Boston Vigilance Committee - Activities

Activities

In response to the law, the Boston Vigilance Committee began advocating resistance to the enforcement of the Fugitive Slave Law through a variety of means. Members contributed funds to send fugitive slaves on to Canada, and for giving shelter and hiding to slaves making their way to Boston. When slaves were captured, the Committee paid for legal fees, and provided money which allowed escaped slaves to purchase necessities.

Additionally the Committee also carried out more violent resistance. In 1851, members stormed Federal marshals and freed Shadrach Minkins, a slave who escaped from Virginia, and who had been captured in Boston.

Associates of the group included Francis Jackson.
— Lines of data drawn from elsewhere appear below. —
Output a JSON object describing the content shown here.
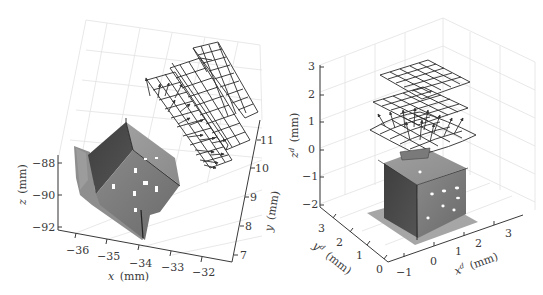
{
  "figure": {
    "left_panel": {
      "type": "3d-surface-with-vector-grids",
      "x_axis": {
        "label_var": "x",
        "label_unit": "(mm)",
        "ticks": [
          "−36",
          "−35",
          "−34",
          "−33",
          "−32"
        ]
      },
      "y_axis": {
        "label_var": "y",
        "label_unit": "(mm)",
        "ticks": [
          "7",
          "8",
          "9",
          "10",
          "11"
        ]
      },
      "z_axis": {
        "label_var": "z",
        "label_unit": "(mm)",
        "ticks": [
          "−88",
          "−90",
          "−92"
        ]
      },
      "content": [
        "cube-surface-scan",
        "three-mesh-grids",
        "displacement-vectors"
      ]
    },
    "right_panel": {
      "type": "3d-surface-with-vector-grids",
      "x_axis": {
        "label_var": "x",
        "label_sup": "d",
        "label_unit": "(mm)",
        "ticks": [
          "−1",
          "0",
          "1",
          "2",
          "3"
        ]
      },
      "y_axis": {
        "label_var": "y",
        "label_sup": "d",
        "label_unit": "(mm)",
        "ticks": [
          "0",
          "1",
          "2",
          "3"
        ]
      },
      "z_axis": {
        "label_var": "z",
        "label_sup": "d",
        "label_unit": "(mm)",
        "ticks": [
          "3",
          "2",
          "1",
          "0",
          "−1",
          "−2"
        ]
      },
      "content": [
        "cube-surface-scan",
        "three-mesh-grids",
        "displacement-vectors"
      ]
    },
    "colors": {
      "axis": "#3a3a3a",
      "grid": "#e2e2e2",
      "mesh": "#2a2a2a",
      "surface_dark": "#4a4a4a",
      "surface_mid": "#7a7a7a",
      "surface_light": "#a8a8a8"
    }
  }
}
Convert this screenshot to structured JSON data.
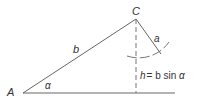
{
  "diagram": {
    "colors": {
      "line": "#666666",
      "text": "#333333",
      "background": "#ffffff"
    },
    "vertices": {
      "A": {
        "label": "A"
      },
      "C": {
        "label": "C"
      }
    },
    "sides": {
      "b": {
        "label": "b"
      },
      "a": {
        "label": "a"
      }
    },
    "angle": {
      "label": "α"
    },
    "altitude": {
      "label_h": "h",
      "label_eq": "= b sin ",
      "label_alpha": "α"
    }
  }
}
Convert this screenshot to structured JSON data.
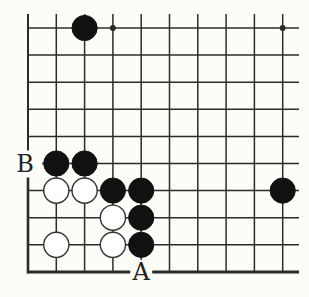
{
  "diagram": {
    "type": "go-board-fragment",
    "columns": 10,
    "rows": 10,
    "edges": [
      "bottom",
      "left"
    ],
    "colors": {
      "background": "#fdfdf8",
      "line": "#2b2b2b",
      "black": "#111111",
      "white": "#ffffff"
    },
    "star_points": [
      {
        "col": 3,
        "row": 0
      },
      {
        "col": 9,
        "row": 0
      }
    ],
    "stones": [
      {
        "color": "black",
        "col": 2,
        "row": 0
      },
      {
        "color": "black",
        "col": 1,
        "row": 5
      },
      {
        "color": "black",
        "col": 2,
        "row": 5
      },
      {
        "color": "white",
        "col": 1,
        "row": 6
      },
      {
        "color": "white",
        "col": 2,
        "row": 6
      },
      {
        "color": "black",
        "col": 3,
        "row": 6
      },
      {
        "color": "black",
        "col": 4,
        "row": 6
      },
      {
        "color": "black",
        "col": 9,
        "row": 6
      },
      {
        "color": "white",
        "col": 3,
        "row": 7
      },
      {
        "color": "black",
        "col": 4,
        "row": 7
      },
      {
        "color": "white",
        "col": 1,
        "row": 8
      },
      {
        "color": "white",
        "col": 3,
        "row": 8
      },
      {
        "color": "black",
        "col": 4,
        "row": 8
      }
    ],
    "labels": [
      {
        "text": "B",
        "col": 0,
        "row": 5
      },
      {
        "text": "A",
        "col": 4,
        "row": 9
      }
    ]
  }
}
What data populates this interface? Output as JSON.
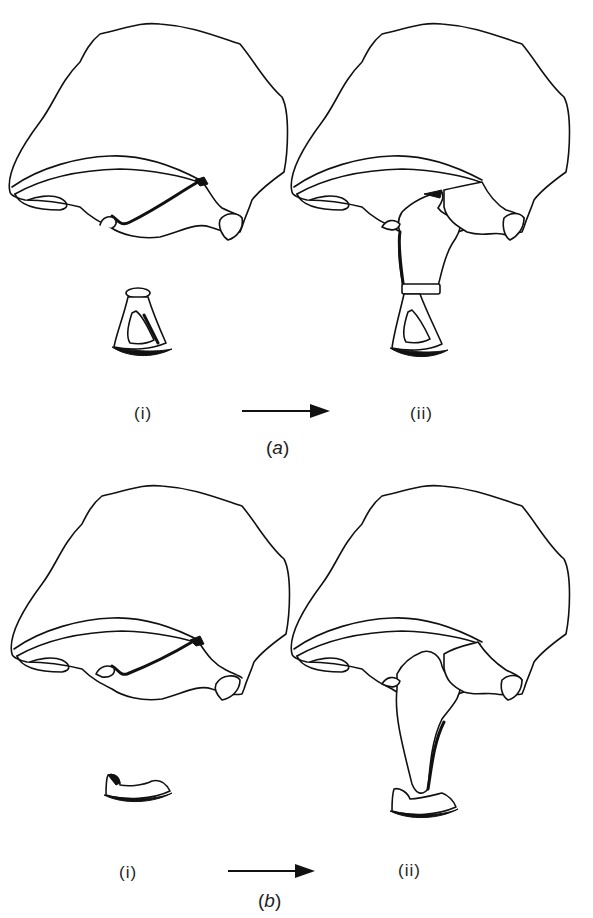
{
  "figure": {
    "panel_a": {
      "caption_open": "(",
      "caption_letter": "a",
      "caption_close": ")",
      "left_label": "(i)",
      "right_label": "(ii)",
      "arrow": "right-arrow"
    },
    "panel_b": {
      "caption_open": "(",
      "caption_letter": "b",
      "caption_close": ")",
      "left_label": "(i)",
      "right_label": "(ii)",
      "arrow": "right-arrow"
    }
  },
  "colors": {
    "ink": "#111111",
    "background": "#ffffff"
  }
}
Read more about this topic:  Boston Vigilance Committee

Famous quotes containing the word activities:

    There is, I think, no point in the philosophy of progressive education which is sounder than its emphasis upon the importance of the participation of the learner in the formation of the purposes which direct his activities in the learning process, just as there is no defect in traditional education greater than its failure to secure the active cooperation of the pupil in construction of the purposes involved in his studying.
    John Dewey (1859–1952)

    Juggling produces both practical and psychological benefits.... A woman’s involvement in one role can enhance her functioning in another. Being a wife can make it easier to work outside the home. Being a mother can facilitate the activities and foster the skills of the efficient wife or of the effective worker. And employment outside the home can contribute in substantial, practical ways to how one works within the home, as a spouse and as a parent.
    Faye J. Crosby (20th century)

    Both at-home and working mothers can overmeet their mothering responsibilities. In order to justify their jobs, working mothers can overnurture, overconnect with, and overschedule their children into activities and classes. Similarly, some at-home mothers,... can make at- home mothering into a bigger deal than it is, over stimulating, overeducating, and overwhelming their children with purposeful attention.